The Librarian of Congress after conferring with the National Film Preservation Board or NFPB will select 25 films from approximately 6,100 entries. These selections will be included in the United States National Film Registry.
The film preservation board meets yearly to select 25 "culturally, historically, or aesthetically significant films." Members of the board pick from films nominated from a wide pool. All films must be at least 10 years old at the time that they are nominated.
The film registry is a list of films that are not the best American films of all time but have enduring importance to American culture. There are 825 films on the registry as of December 14th, 2021. The next 25 will be added in December. The oldest film is a fragment made in 1891 and is only a few seconds long. The registry was created because there were efforts in the 1980s to manipulate and alter how movies were made, distributed, protected, and saved made Congress act to preserve those films. Anyone can nominate up to 50 films to be included in the registry. The only requirements are that the films be American produced and should be originally created on film stock. The criteria does not specifically bar television programs or commercials.
To see what's already on the registry follow this link:
The NFPB was established by the National Film Preservation Act of 1988 and is a federal agency located within the Library of Congress (LOC). This board is made up of persons appointed by the Library of Congress. The board members are selected from the following organizations: the Academy of Motion Picture Arts and Sciences, American Film Institute, Directors Guild of America, National Society of Film Critics, Screen Actors Guild, The Writers Guild of America, and other organizations devoted to film. The board members are 44 people who are experts, scholars, critics, actors, writers, producers, directors, archivists, and librarians.
The center for preservation is in the Packard Campus at Culpeper, Virginia. The facility has the latest technology for the archiving and preservation of films and is home to more than 9.2 million collection items.
In 2021, among the 25 selected were WALL-E (2008), Strangers on a Train (1951), Selena (1997), Richard Pryor: Live in Concert (1979), Return of the Jedi (1983), A Nightmare on Elm Street (1984), The Lord of the Rings: Fellowship of the Ring (2001) and Chicana (1979). This shows that the films selected range from documentaries to avant-garde to box office smashes.
The Packard Campus is a 45-acre location and has a digital storage archive capable of storing over a petabyte (a million gigabytes) of information. It has "globally unprecedented capabilities and capacities for the preservation reformatting of audio-visual media formats of all audio visual media formats (including obsolete formats dating back 100 years)."
Films chosen to be included in the registry will be procured from the source with the best quality and placed in a secure vault at Culpeper to be enjoyed forever. The effort means that those films chosen by the board will be preserved from deterioration and cared for by a group of scholars, collectors, and other film enthusiasts and listed in the registry. Nominations will be accepted until August 15th, 2022 follow here for submission.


Although the records contain pictures, only their text should be repeated, exactly as it stands.

*** Exercise data Section Begins ***

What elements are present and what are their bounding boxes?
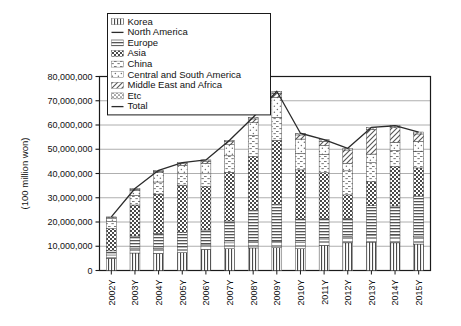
bar-segment bbox=[106, 229, 116, 251]
y-tick-label: 50,000,000 bbox=[47, 144, 92, 154]
bar-segment bbox=[225, 221, 235, 243]
bar-segment bbox=[390, 236, 400, 243]
legend-label: Central and South America bbox=[128, 69, 242, 80]
bar-segment bbox=[248, 248, 258, 271]
bar-segment bbox=[343, 236, 353, 243]
chart-container: 010,000,00020,000,00030,000,00040,000,00… bbox=[0, 0, 461, 326]
bar-segment bbox=[319, 154, 329, 172]
bar-segment bbox=[225, 243, 235, 249]
legend-label: North America bbox=[128, 26, 189, 37]
bar-segment bbox=[390, 128, 400, 143]
bar-segment bbox=[248, 136, 258, 157]
chart-legend: KoreaNorth AmericaEuropeAsiaChinaCentral… bbox=[108, 14, 271, 115]
x-tick-label: 2010Y bbox=[296, 280, 306, 306]
bar-segment bbox=[154, 233, 164, 248]
bar-segment bbox=[414, 168, 424, 196]
x-tick-label: 2013Y bbox=[367, 280, 377, 306]
bar-segment bbox=[319, 219, 329, 239]
y-tick-label: 30,000,000 bbox=[47, 193, 92, 203]
legend-label: Europe bbox=[128, 37, 159, 48]
bar-segment bbox=[154, 182, 164, 194]
bar-segment bbox=[366, 182, 376, 206]
bar-segment bbox=[130, 195, 140, 205]
legend-label: Middle East and Africa bbox=[128, 79, 223, 90]
x-tick-label: 2009Y bbox=[272, 280, 282, 306]
bar-segment bbox=[295, 139, 305, 153]
bar-segment bbox=[177, 247, 187, 253]
bar-segment bbox=[343, 150, 353, 163]
x-tick-label: 2003Y bbox=[130, 280, 140, 306]
bar-segment bbox=[106, 222, 116, 229]
bar-segment bbox=[106, 251, 116, 255]
y-tick-label: 60,000,000 bbox=[47, 120, 92, 130]
bar-segment bbox=[177, 165, 187, 173]
bar-segment bbox=[225, 156, 235, 172]
legend-swatch bbox=[112, 19, 124, 25]
bar-segment bbox=[319, 141, 329, 145]
y-tick-label: 0 bbox=[87, 266, 92, 276]
y-tick-label: 80,000,000 bbox=[47, 72, 92, 82]
bar-segment bbox=[414, 134, 424, 141]
bar-segment bbox=[366, 163, 376, 182]
bar-segment bbox=[177, 185, 187, 233]
bar-segment bbox=[201, 161, 211, 163]
bar-segment bbox=[272, 248, 282, 271]
legend-swatch bbox=[112, 82, 124, 88]
bar-segment bbox=[130, 205, 140, 236]
bar-segment bbox=[295, 153, 305, 169]
legend-swatch bbox=[112, 72, 124, 78]
bar-segment bbox=[130, 236, 140, 249]
bar-segment bbox=[106, 218, 116, 221]
bar-segment bbox=[343, 195, 353, 219]
x-tick-label: 2006Y bbox=[201, 280, 211, 306]
bar-segment bbox=[414, 244, 424, 270]
y-tick-label: 20,000,000 bbox=[47, 217, 92, 227]
bar-segment bbox=[130, 249, 140, 253]
x-tick-label: 2008Y bbox=[249, 280, 259, 306]
bar-segment bbox=[225, 145, 235, 156]
x-tick-label: 2015Y bbox=[414, 280, 424, 306]
bar-segment bbox=[319, 173, 329, 219]
bar-segment bbox=[414, 196, 424, 237]
legend-label: Korea bbox=[128, 16, 154, 27]
bar-segment bbox=[390, 206, 400, 236]
bar-segment bbox=[390, 243, 400, 271]
bar-segment bbox=[106, 217, 116, 218]
bar-segment bbox=[343, 243, 353, 271]
bar-segment bbox=[390, 142, 400, 150]
bar-segment bbox=[272, 241, 282, 247]
x-tick-label: 2014Y bbox=[390, 280, 400, 306]
bar-segment bbox=[366, 129, 376, 154]
bar-segment bbox=[366, 206, 376, 235]
bar-segment bbox=[295, 249, 305, 271]
bar-segment bbox=[295, 135, 305, 139]
bar-segment bbox=[177, 174, 187, 185]
bar-segment bbox=[343, 219, 353, 237]
bar-segment bbox=[154, 194, 164, 233]
bar-segment bbox=[272, 117, 282, 140]
y-axis-ticks: 010,000,00020,000,00030,000,00040,000,00… bbox=[47, 72, 99, 276]
bar-segment bbox=[154, 254, 164, 271]
stacked-bar-chart: 010,000,00020,000,00030,000,00040,000,00… bbox=[0, 0, 461, 326]
bar-segment bbox=[154, 173, 164, 182]
bar-segment bbox=[272, 140, 282, 204]
bar-segment bbox=[414, 132, 424, 134]
bar-segment bbox=[319, 145, 329, 154]
bar-segment bbox=[319, 239, 329, 245]
legend-label: China bbox=[128, 58, 154, 69]
bar-segment bbox=[201, 230, 211, 244]
bar-segment bbox=[201, 163, 211, 173]
bar-segment bbox=[177, 233, 187, 247]
bar-segment bbox=[366, 154, 376, 162]
bar-segment bbox=[248, 242, 258, 248]
x-tick-label: 2004Y bbox=[154, 280, 164, 306]
bar-segment bbox=[272, 205, 282, 242]
bar-segment bbox=[295, 243, 305, 249]
bar-segment bbox=[390, 150, 400, 166]
bar-segment bbox=[414, 237, 424, 244]
bar-segment bbox=[177, 253, 187, 271]
bar-segment bbox=[248, 157, 258, 211]
y-tick-label: 40,000,000 bbox=[47, 169, 92, 179]
x-tick-label: 2012Y bbox=[343, 280, 353, 306]
bar-segment bbox=[414, 151, 424, 168]
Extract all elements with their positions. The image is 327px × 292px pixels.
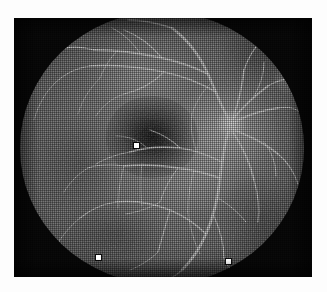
marker-inferior-left xyxy=(96,255,101,260)
marker-fovea xyxy=(134,143,139,148)
angiogram-plate xyxy=(14,18,312,277)
marker-inferior-right xyxy=(226,259,231,264)
page-root xyxy=(0,0,327,292)
figure-caption xyxy=(14,279,312,290)
retinal-vasculature xyxy=(20,18,304,277)
retinal-field xyxy=(20,18,304,277)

*** Exercise data Section Ends ***

* Response
What elements are present and what are their bounding boxes?
bar-segment bbox=[106, 229, 116, 251]
y-tick-label: 50,000,000 bbox=[47, 144, 92, 154]
bar-segment bbox=[225, 221, 235, 243]
bar-segment bbox=[390, 236, 400, 243]
legend-label: Central and South America bbox=[128, 69, 242, 80]
bar-segment bbox=[248, 248, 258, 271]
bar-segment bbox=[343, 236, 353, 243]
chart-container: 010,000,00020,000,00030,000,00040,000,00… bbox=[0, 0, 461, 326]
bar-segment bbox=[319, 154, 329, 172]
bar-segment bbox=[225, 243, 235, 249]
legend-label: North America bbox=[128, 26, 189, 37]
bar-segment bbox=[390, 128, 400, 143]
bar-segment bbox=[248, 136, 258, 157]
chart-legend: KoreaNorth AmericaEuropeAsiaChinaCentral… bbox=[108, 14, 271, 115]
x-tick-label: 2010Y bbox=[296, 280, 306, 306]
bar-segment bbox=[154, 233, 164, 248]
bar-segment bbox=[414, 168, 424, 196]
x-tick-label: 2013Y bbox=[367, 280, 377, 306]
bar-segment bbox=[319, 219, 329, 239]
y-tick-label: 30,000,000 bbox=[47, 193, 92, 203]
legend-label: Europe bbox=[128, 37, 159, 48]
bar-segment bbox=[154, 182, 164, 194]
bar-segment bbox=[366, 182, 376, 206]
bar-segment bbox=[130, 195, 140, 205]
legend-label: Middle East and Africa bbox=[128, 79, 223, 90]
x-tick-label: 2009Y bbox=[272, 280, 282, 306]
bar-segment bbox=[295, 139, 305, 153]
bar-segment bbox=[177, 247, 187, 253]
bar-segment bbox=[343, 150, 353, 163]
x-tick-label: 2003Y bbox=[130, 280, 140, 306]
bar-segment bbox=[106, 222, 116, 229]
bar-segment bbox=[106, 251, 116, 255]
y-tick-label: 60,000,000 bbox=[47, 120, 92, 130]
bar-segment bbox=[177, 165, 187, 173]
bar-segment bbox=[225, 156, 235, 172]
legend-swatch bbox=[112, 19, 124, 25]
bar-segment bbox=[319, 141, 329, 145]
y-tick-label: 0 bbox=[87, 266, 92, 276]
y-tick-label: 80,000,000 bbox=[47, 72, 92, 82]
bar-segment bbox=[414, 134, 424, 141]
bar-segment bbox=[366, 163, 376, 182]
bar-segment bbox=[177, 185, 187, 233]
bar-segment bbox=[201, 161, 211, 163]
bar-segment bbox=[272, 248, 282, 271]
legend-swatch bbox=[112, 82, 124, 88]
bar-segment bbox=[130, 205, 140, 236]
bar-segment bbox=[295, 153, 305, 169]
legend-swatch bbox=[112, 72, 124, 78]
bar-segment bbox=[130, 236, 140, 249]
bar-segment bbox=[106, 218, 116, 221]
bar-segment bbox=[343, 195, 353, 219]
x-tick-label: 2006Y bbox=[201, 280, 211, 306]
bar-segment bbox=[414, 244, 424, 270]
y-tick-label: 20,000,000 bbox=[47, 217, 92, 227]
bar-segment bbox=[130, 249, 140, 253]
x-tick-label: 2008Y bbox=[249, 280, 259, 306]
bar-segment bbox=[225, 145, 235, 156]
x-tick-label: 2015Y bbox=[414, 280, 424, 306]
bar-segment bbox=[319, 173, 329, 219]
bar-segment bbox=[414, 196, 424, 237]
legend-label: Korea bbox=[128, 16, 154, 27]
bar-segment bbox=[390, 206, 400, 236]
bar-segment bbox=[390, 243, 400, 271]
bar-segment bbox=[106, 217, 116, 218]
bar-segment bbox=[343, 243, 353, 271]
bar-segment bbox=[390, 142, 400, 150]
bar-segment bbox=[272, 241, 282, 247]
x-tick-label: 2014Y bbox=[390, 280, 400, 306]
bar-segment bbox=[366, 129, 376, 154]
bar-segment bbox=[366, 206, 376, 235]
bar-segment bbox=[295, 249, 305, 271]
bar-segment bbox=[295, 135, 305, 139]
bar-segment bbox=[177, 174, 187, 185]
bar-segment bbox=[343, 219, 353, 237]
bar-segment bbox=[154, 194, 164, 233]
bar-segment bbox=[272, 117, 282, 140]
y-axis-ticks: 010,000,00020,000,00030,000,00040,000,00… bbox=[47, 72, 99, 276]
bar-segment bbox=[154, 254, 164, 271]
stacked-bar-chart: 010,000,00020,000,00030,000,00040,000,00… bbox=[0, 0, 461, 326]
bar-segment bbox=[154, 173, 164, 182]
bar-segment bbox=[272, 140, 282, 204]
bar-segment bbox=[414, 132, 424, 134]
bar-segment bbox=[319, 145, 329, 154]
bar-segment bbox=[319, 239, 329, 245]
legend-label: China bbox=[128, 58, 154, 69]
bar-segment bbox=[201, 230, 211, 244]
bar-segment bbox=[201, 163, 211, 173]
bar-segment bbox=[177, 233, 187, 247]
bar-segment bbox=[366, 154, 376, 162]
bar-segment bbox=[248, 242, 258, 248]
x-tick-label: 2004Y bbox=[154, 280, 164, 306]
bar-segment bbox=[272, 205, 282, 242]
bar-segment bbox=[295, 243, 305, 249]
bar-segment bbox=[390, 150, 400, 166]
bar-segment bbox=[414, 237, 424, 244]
bar-segment bbox=[177, 253, 187, 271]
bar-segment bbox=[248, 157, 258, 211]
y-tick-label: 40,000,000 bbox=[47, 169, 92, 179]
x-tick-label: 2012Y bbox=[343, 280, 353, 306]
bar-segment bbox=[414, 151, 424, 168]
Extract all elements with their positions. The image is 327px × 292px pixels.
marker-inferior-left xyxy=(96,255,101,260)
marker-fovea xyxy=(134,143,139,148)
angiogram-plate xyxy=(14,18,312,277)
marker-inferior-right xyxy=(226,259,231,264)
page-root xyxy=(0,0,327,292)
figure-caption xyxy=(14,279,312,290)
retinal-vasculature xyxy=(20,18,304,277)
retinal-field xyxy=(20,18,304,277)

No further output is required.